If that wasn't clear enough from the above.

It's just that he patently - absurdly obviously - had a horribly wrong set of priorities and was a net force for evil as a result. Or at least not nearly enough of a force for good. He's like so many Germans who had misgivings and didn't act on them but later felt they had... a normal psychological reaction of course. The only difference is that he could have made at least a little bit of a difference; most others could not. He was no Nazi (though he wasn't a Conservative in a modern postwar sense either; he was lightyears to the right of that); he just failed his people and the people of the world due to a lack of courage and moral fibre. It's not... right... to *condemn* that if you haven't been in the same situation... but it's certainly wrong, and very much so, for a church to venerate him. (Incidentally, the process for beatification of Pius XII was begun, decades ago under Paul, on the same day as that of John XXIII. Vatican politics at its finest...)

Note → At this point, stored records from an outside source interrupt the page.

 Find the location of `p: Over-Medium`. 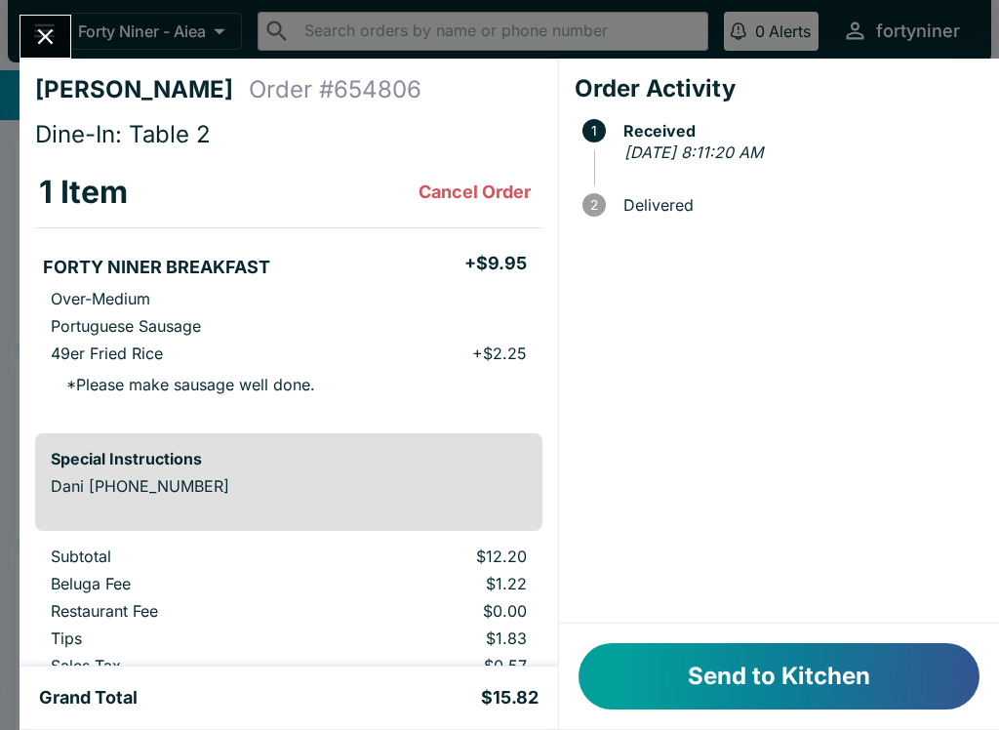

p: Over-Medium is located at coordinates (100, 299).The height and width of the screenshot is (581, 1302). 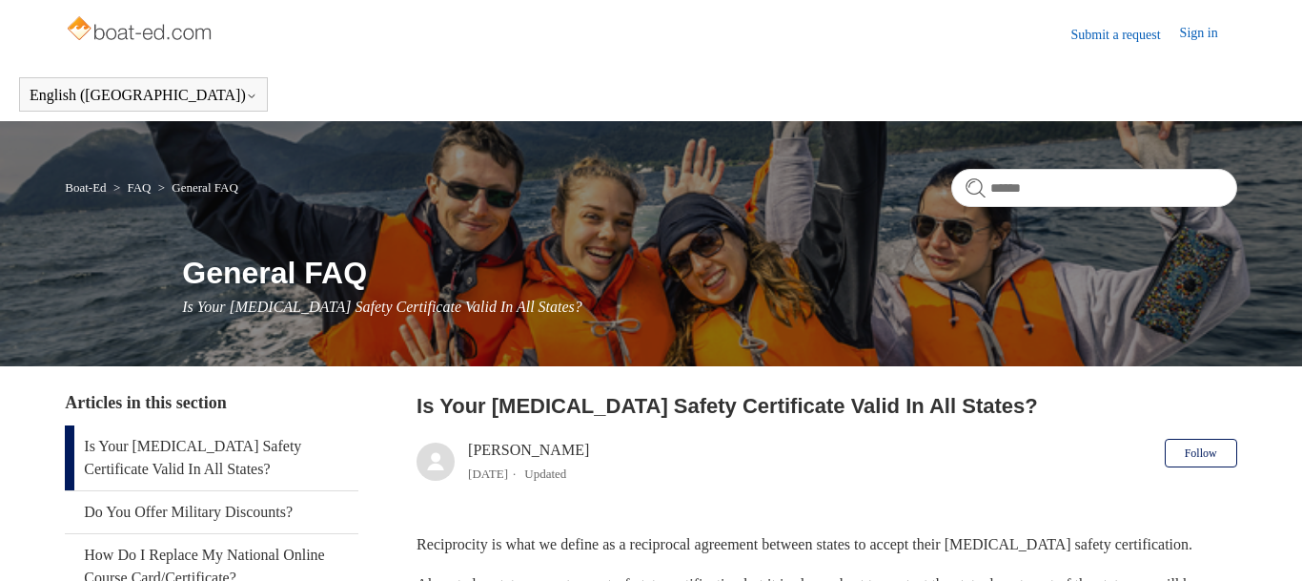 I want to click on a: Boat-Ed, so click(x=85, y=187).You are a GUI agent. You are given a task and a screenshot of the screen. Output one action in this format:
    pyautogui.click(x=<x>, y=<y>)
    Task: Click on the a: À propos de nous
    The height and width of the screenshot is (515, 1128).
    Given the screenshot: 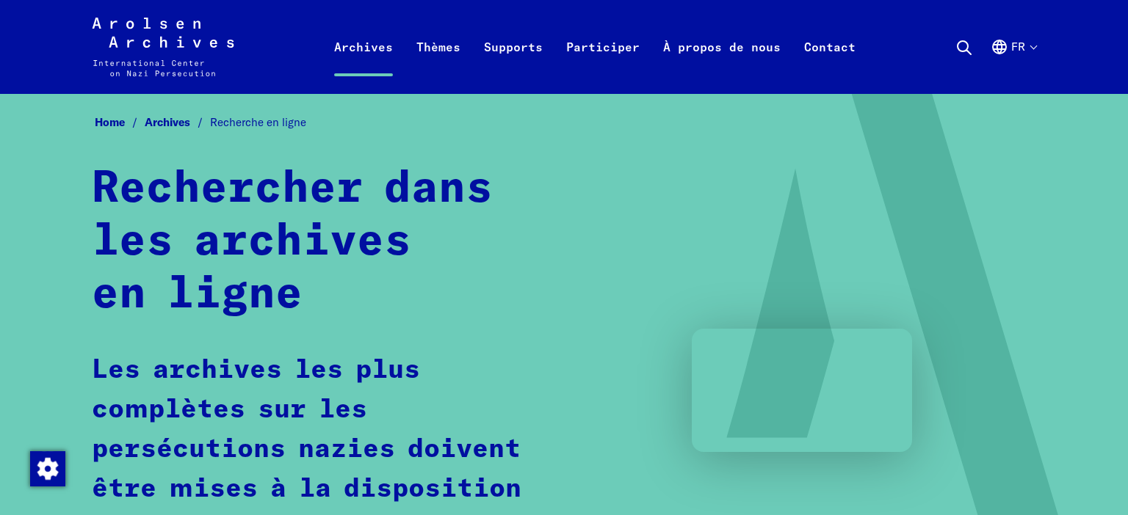 What is the action you would take?
    pyautogui.click(x=722, y=65)
    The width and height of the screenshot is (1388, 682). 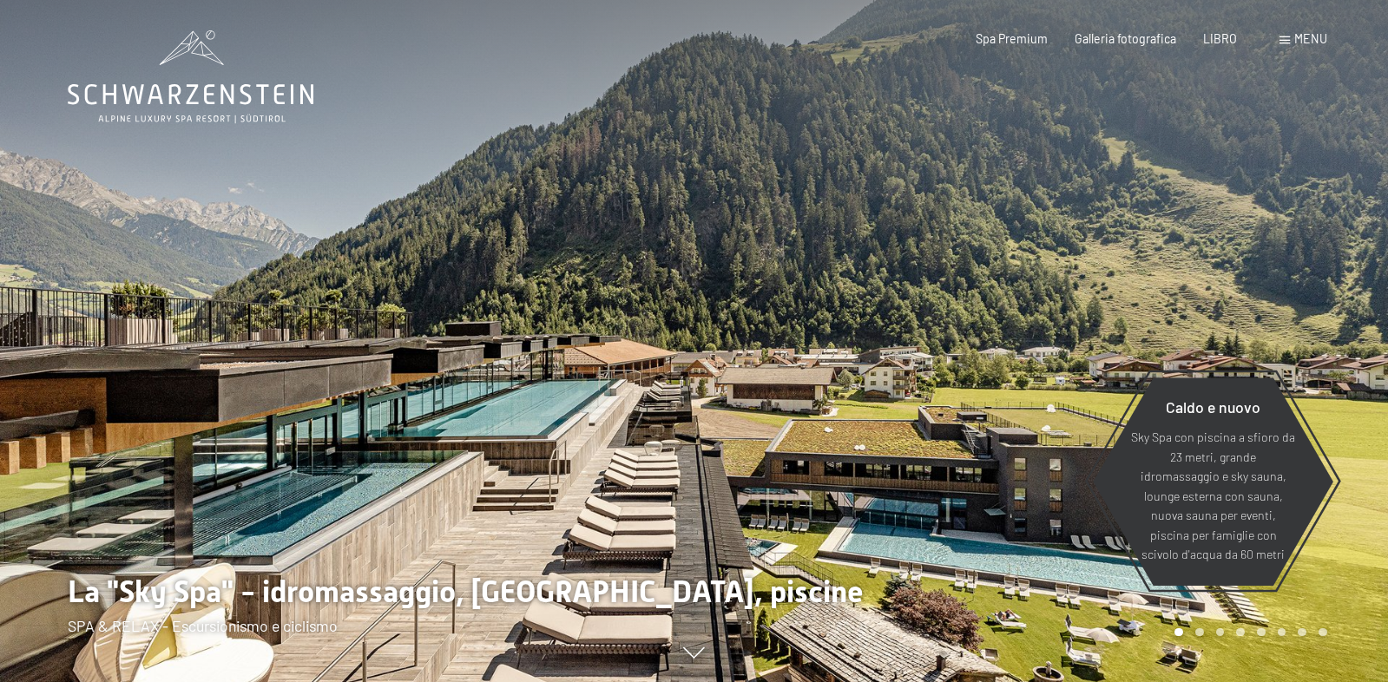 What do you see at coordinates (1179, 633) in the screenshot?
I see `div: Pagina Carosello 1 (Diapositiva corrente)` at bounding box center [1179, 633].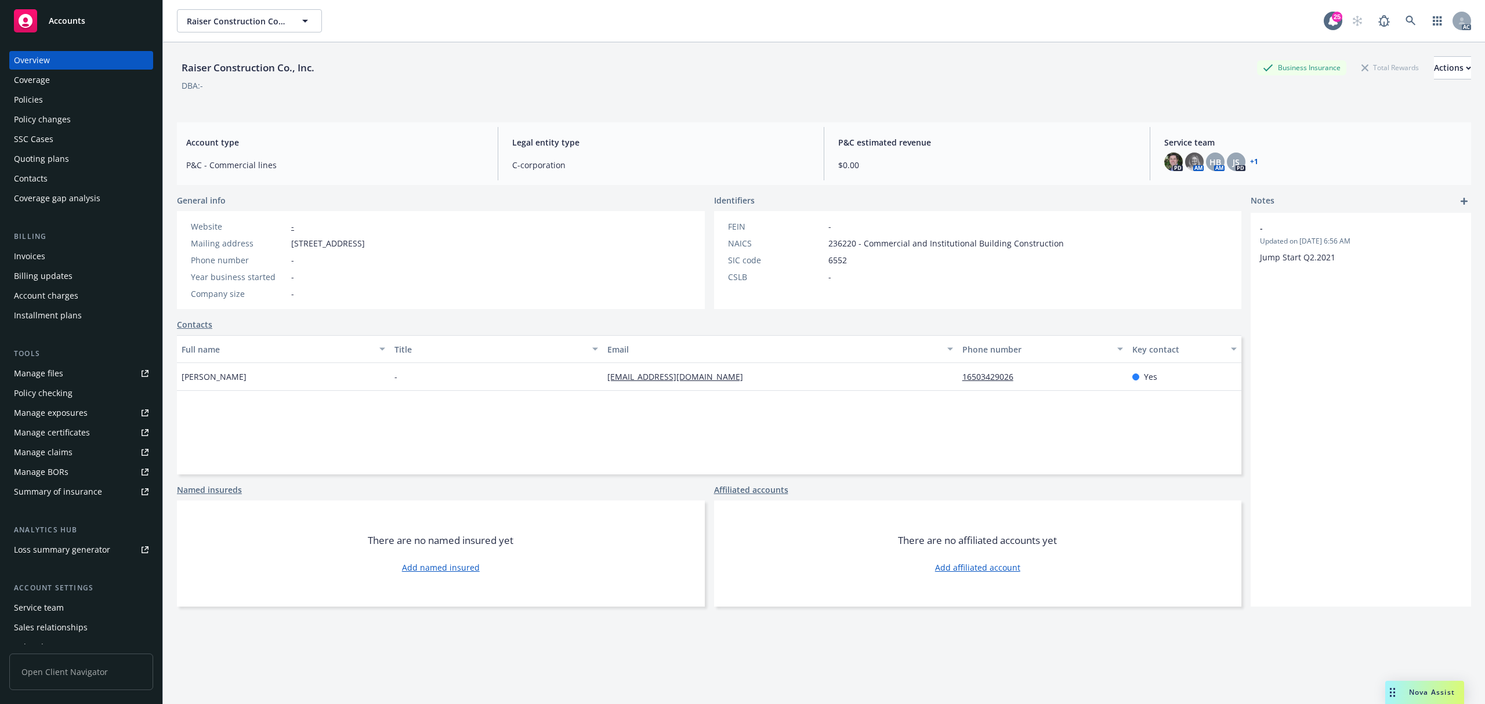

The whole position of the Vatican, and to an extent that of many of the bishops in Europe, was that the trend towards authoritarianism, whether fascistic or not in 1930's Europe, seemed to these Catholics as coterminous. Hence support for regimes in Hungary, Spain and later in Vichy France. The focus on order, the family, society, religion, the civil service (i'll explain that to anyone if I have to) over democratic and socialist traits which were seen as 'degenerate.'

You are very correct in noting the 'inwardness' of the Vatican given it's relationship with Italy and Italian nationalism prior to that. The Vatican was the Vatican and it did not have an internationalist outlook. There was also a desire for self-preservation; Italy could have walked into St Pauls and dissolved the Holy See as a geographic and political entity. What was the alternative to Mussolini? At that time it wasn't democracy (which was been given it's premature last rights) but 'Bolshevism' - a threat of revolutionary unreligious and 'degenerate' socialism (and it's unexercised power in Italy was evident after the war) Caught between the two, particularly as the Soviets advanced in 1943-44 led to an awkward silence. Unfortunately this co-incided with the implementation of the Final Solution.